Global solar installations are up 64% in the first half of 2025. There’s no denying it: More and more of the world is running on solar power.
And with that growth comes even more innovation.
In a new study, led by a research team at Nanjing University, scientists have created a transparent solar coating that turns ordinary windows into solar panels.
The researchers used a transparent, colorless, and one-directional solar concentrator that can easily and directly be applied to standard window glass. It’s made with a coating of “cholesteric liquid crystal,” a substance that has a unique ability to reflect wavelengths of light.

Then, the coating redirects sunlight toward photovoltaic cells on the edge of the windows.
“By engineering the structure of cholesteric liquid crystal films, we create a system that selectively diffracts circularly polarized light, guiding it into the glass waveguide at steep angles,” said Dr. Dewei Zhang, the co-first author on the study, in a statement.
“This allows up to 38.1% of incident green light energy to be collected at the edge.”
Some conventional “scattering-based” systems concentrate solar power by using large mirror surfaces to follow the daily movement of the sun.

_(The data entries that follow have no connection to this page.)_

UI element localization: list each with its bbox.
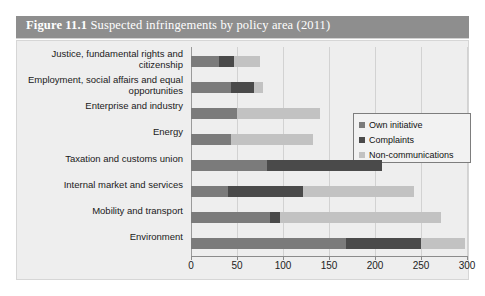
bar-stack[interactable] — [191, 212, 441, 223]
bar-segment-own[interactable] — [191, 238, 346, 249]
bar-segment-noncomm[interactable] — [421, 238, 465, 249]
legend-item[interactable]: Own initiative — [359, 117, 466, 132]
gridline-0 — [191, 47, 192, 256]
category-label: Enterprise and industry — [15, 101, 183, 112]
x-tick-label-100: 100 — [275, 260, 292, 271]
bar-segment-noncomm[interactable] — [234, 56, 260, 67]
x-tick-label-200: 200 — [367, 260, 384, 271]
figure-caption: Suspected infringements by policy area (… — [90, 18, 330, 32]
bar-stack[interactable] — [191, 186, 414, 197]
figure-container: Figure 11.1 Suspected infringements by p… — [0, 0, 485, 296]
bar-segment-own[interactable] — [191, 108, 237, 119]
chart-legend: Own initiativeComplaintsNon-communicatio… — [353, 113, 471, 163]
bar-segment-own[interactable] — [191, 160, 267, 171]
x-tick-label-300: 300 — [459, 260, 476, 271]
category-label: Justice, fundamental rights and citizens… — [15, 49, 183, 70]
x-tick-label-50: 50 — [231, 260, 242, 271]
legend-label: Complaints — [369, 135, 414, 145]
x-tick-label-250: 250 — [413, 260, 430, 271]
bar-stack[interactable] — [191, 108, 320, 119]
legend-swatch-noncomm — [359, 152, 365, 158]
gridline-100 — [283, 47, 284, 256]
bar-segment-complaints[interactable] — [346, 238, 421, 249]
bar-segment-own[interactable] — [191, 82, 231, 93]
bar-stack[interactable] — [191, 238, 465, 249]
category-label: Energy — [15, 127, 183, 138]
bar-segment-complaints[interactable] — [267, 160, 382, 171]
bar-segment-complaints[interactable] — [231, 82, 254, 93]
category-label: Taxation and customs union — [15, 154, 183, 165]
bar-stack[interactable] — [191, 82, 263, 93]
category-label: Environment — [15, 232, 183, 243]
legend-swatch-complaints — [359, 137, 365, 143]
bar-segment-own[interactable] — [191, 212, 270, 223]
bar-segment-complaints[interactable] — [219, 56, 235, 67]
bar-segment-complaints[interactable] — [228, 186, 303, 197]
bar-segment-noncomm[interactable] — [254, 82, 263, 93]
bar-segment-noncomm[interactable] — [303, 186, 413, 197]
bar-stack[interactable] — [191, 134, 313, 145]
category-label: Internal market and services — [15, 180, 183, 191]
bar-segment-own[interactable] — [191, 134, 231, 145]
bar-segment-own[interactable] — [191, 186, 228, 197]
bar-stack[interactable] — [191, 56, 260, 67]
figure-title-band: Figure 11.1 Suspected infringements by p… — [16, 16, 469, 38]
legend-label: Non-communications — [369, 150, 454, 160]
figure-number: Figure 11.1 — [26, 18, 87, 32]
gridline-150 — [329, 47, 330, 256]
figure-title: Figure 11.1 Suspected infringements by p… — [26, 18, 330, 33]
legend-swatch-own — [359, 122, 365, 128]
category-label: Employment, social affairs and equal opp… — [15, 75, 183, 96]
legend-item[interactable]: Complaints — [359, 132, 466, 147]
bar-stack[interactable] — [191, 160, 382, 171]
x-tick-label-150: 150 — [321, 260, 338, 271]
x-tick-label-0: 0 — [188, 260, 194, 271]
gridline-50 — [237, 47, 238, 256]
bar-segment-noncomm[interactable] — [237, 108, 320, 119]
bar-segment-complaints[interactable] — [270, 212, 280, 223]
bar-segment-own[interactable] — [191, 56, 219, 67]
legend-label: Own initiative — [369, 120, 423, 130]
category-label: Mobility and transport — [15, 206, 183, 217]
chart-panel: Own initiativeComplaintsNon-communicatio… — [16, 40, 469, 280]
bar-segment-noncomm[interactable] — [231, 134, 314, 145]
bar-segment-noncomm[interactable] — [280, 212, 441, 223]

This window coating, however, avoids the pitfalls of those systems, which include visual distortion, low efficiency, and poor scalability.
It maintains the clarity of a standard window — not a mirrored surface. The coating still lets in 64.2% of visible light through the window and maintains 91.3% color accuracy of a window without the coating applied.
Plus, it streamlines solar installation without the use of a clunky new solar module.

Experiments in the study showed that a typical 2-meter-wide window coated in the solar-capturing material could concentrate sunlight by 50 times. This, in turn, would reduce the number of photovoltaic cells required by up to 75%.
The result? Scalable and high-performance solar cells in infrastructure that already exists.
Scientists say the liquid crystal films can be scaled through roll-to-roll manufacturing, allowing them to be retrofitted onto existing windows. They also found that the design remains stable under long-term exposure, making this a feasible and lasting upgrade.
As the researchers continue to bring their invention to life, their future work will focus on enhancing the film’s efficiency, controlling how to guide the sunlight, and adapting the technology for greenhouses and transparent solar displays.
The ultimate goal is to turn passive glass into energy-generation surfaces across the globe.
“The CUSC design is a step forward in integrating solar technology into the built environment without sacrificing aesthetics,” Professor Wei Hu said in a statement.
“It represents a practical and scalable strategy for carbon reduction and energy self-sufficiency.”